The place of education in national development cannot be overemphasised. It is for this reason that successive governments have sought to modify existing templates in response to changes that keep coming.
The colonial authorities during their times adopted the free education module in the Northern Territories which the first President continued.
It was a game-changer which saw many acquire western education gratis.
The technological developments which are driving the world at cruising speed today call for constant changes in our approach to education.
The ‘born-before-computer’ slang applies to those who because of peculiar circumstances have been unable to embrace the new trend of technological superhighway.
Adaptation to the changing times is a costly enterprise beyond the means of the poor.
The free senior high school (SHS) concept, which the previous government adopted just so those who would have otherwise not been able to afford senior high school education, is a response to the reality of poverty and its attendant socio-economic restrictions.
Many talents would have remained untapped but for the gratis senior high school education, the bedrock of tertiary and vocational education.
One of the multiple committees launched by President John Mahama is intended to address the challenges of education.
Any intervention which is intended to address shortfalls in the delivery of quality education is welcome provided this is borne out of genuine and sincere intention.
One of the outcomes of the stakeholders’ engagement on education is that, come-what-may, the face of the free SHS will not be the same with President Mahama at the helm. Whether the changes will inure to the public interest or not is a matter for public discourse.

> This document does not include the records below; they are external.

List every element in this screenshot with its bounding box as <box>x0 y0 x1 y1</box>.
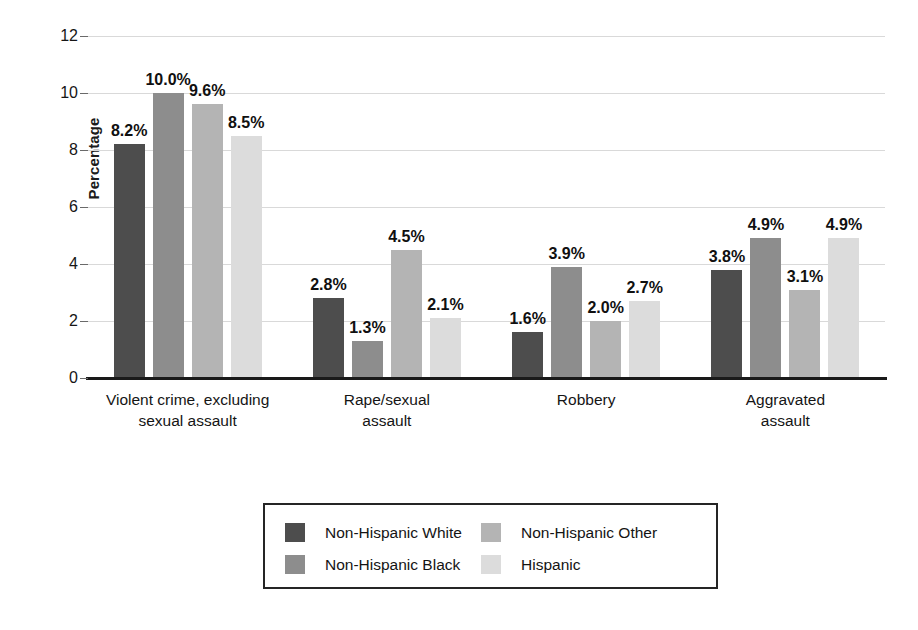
plot-area: 8.2%10.0%9.6%8.5%2.8%1.3%4.5%2.1%1.6%3.9… <box>88 36 885 378</box>
bar-value-label: 8.2% <box>101 123 157 139</box>
y-axis-tick-mark <box>80 93 88 94</box>
bar[interactable] <box>114 144 145 378</box>
y-axis-tick-label: 8 <box>32 142 78 158</box>
y-axis-tick-label: 10 <box>32 85 78 101</box>
y-axis-tick-mark <box>80 378 88 379</box>
legend-label: Non-Hispanic Other <box>521 525 657 541</box>
y-axis-tick-mark <box>80 321 88 322</box>
legend: Non-Hispanic WhiteNon-Hispanic BlackNon-… <box>263 503 718 589</box>
legend-label: Hispanic <box>521 557 580 573</box>
legend-item[interactable]: Non-Hispanic Black <box>285 555 460 574</box>
y-axis-tick-mark <box>80 36 88 37</box>
y-axis-tick-mark <box>80 264 88 265</box>
legend-label: Non-Hispanic Black <box>325 557 460 573</box>
bar[interactable] <box>711 270 742 378</box>
bar-value-label: 1.6% <box>500 311 556 327</box>
bar-value-label: 8.5% <box>218 115 274 131</box>
bar[interactable] <box>391 250 422 378</box>
legend-label: Non-Hispanic White <box>325 525 462 541</box>
bar[interactable] <box>789 290 820 378</box>
bar[interactable] <box>750 238 781 378</box>
legend-swatch-icon <box>481 523 501 542</box>
bar-value-label: 2.1% <box>417 297 473 313</box>
legend-swatch-icon <box>285 523 305 542</box>
legend-item[interactable]: Non-Hispanic White <box>285 523 462 542</box>
bar[interactable] <box>512 332 543 378</box>
bar-value-label: 3.8% <box>699 249 755 265</box>
bar[interactable] <box>231 136 262 378</box>
y-axis-tick-label: 2 <box>32 313 78 329</box>
y-axis-tick-label: 0 <box>32 370 78 386</box>
bar-value-label: 1.3% <box>339 320 395 336</box>
bar-value-label: 2.7% <box>617 280 673 296</box>
y-axis-tick-label: 6 <box>32 199 78 215</box>
category-label-line2: assault <box>257 411 517 432</box>
y-axis-tick-labels: 121086420 <box>22 0 78 630</box>
y-axis-tick-label: 4 <box>32 256 78 272</box>
grouped-bar-chart: Percentage 121086420 8.2%10.0%9.6%8.5%2.… <box>0 0 918 630</box>
bar[interactable] <box>590 321 621 378</box>
bar[interactable] <box>352 341 383 378</box>
y-axis-tick-label: 12 <box>32 28 78 44</box>
bar-value-label: 4.9% <box>816 217 872 233</box>
category-label-line1: Aggravated <box>655 390 915 411</box>
y-axis-tick-mark <box>80 150 88 151</box>
bar-value-label: 4.9% <box>738 217 794 233</box>
bar[interactable] <box>313 298 344 378</box>
bar[interactable] <box>153 93 184 378</box>
legend-item[interactable]: Non-Hispanic Other <box>481 523 657 542</box>
legend-swatch-icon <box>481 555 501 574</box>
bar-value-label: 3.9% <box>539 246 595 262</box>
x-axis-line <box>86 377 887 380</box>
legend-swatch-icon <box>285 555 305 574</box>
bar-value-label: 2.8% <box>300 277 356 293</box>
gridline <box>88 36 885 37</box>
bar-value-label: 9.6% <box>179 83 235 99</box>
legend-item[interactable]: Hispanic <box>481 555 580 574</box>
x-axis-category-label: Aggravatedassault <box>655 390 915 432</box>
bar-value-label: 4.5% <box>378 229 434 245</box>
bar[interactable] <box>551 267 582 378</box>
y-axis-tick-mark <box>80 207 88 208</box>
bar[interactable] <box>828 238 859 378</box>
bar[interactable] <box>192 104 223 378</box>
bar[interactable] <box>629 301 660 378</box>
bar-value-label: 3.1% <box>777 269 833 285</box>
bar-value-label: 2.0% <box>578 300 634 316</box>
bar[interactable] <box>430 318 461 378</box>
category-label-line2: assault <box>655 411 915 432</box>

Some cynics think that the President’s promise of not scrapping the free SHS notwithstanding, he will have his way in presenting a new-look education system which by and large will    spare government the overwhelming burden of footing the bill of free SHS.
We are concerned about the likelihood of boarding system going to be restricted to those who can afford it. We are also concerned that the children of the poor will not be able to  attend the grade A schools, opportunity which the current template has made possible.
We are going to lose the national cohesion dividend which the boarding system brings. Children of the rich and the poor irrespective of existing faith and ethnic background variations study and sleep under the same roofs, the positive impact of which can be appreciable in the long run in such areas as national cohesion and of course progress.
We are not oblivious to the financial challenges government is facing in tackling everyday needs of the state. It is the opportunity cost management of such situations which stand a good government to what is not.
As government without skepticism readies to implement to the restrictive aspects of the recommendations emanating from the stakeholders’ engagement, we wish to                       counsel that haste be made slowly lest the future of many an individual is disrupted because of the resumption of restrictive education.
We still stand for free SHS in its original form because the previous government was able to undertake this campaign promise soon upon assuming the reins of governance.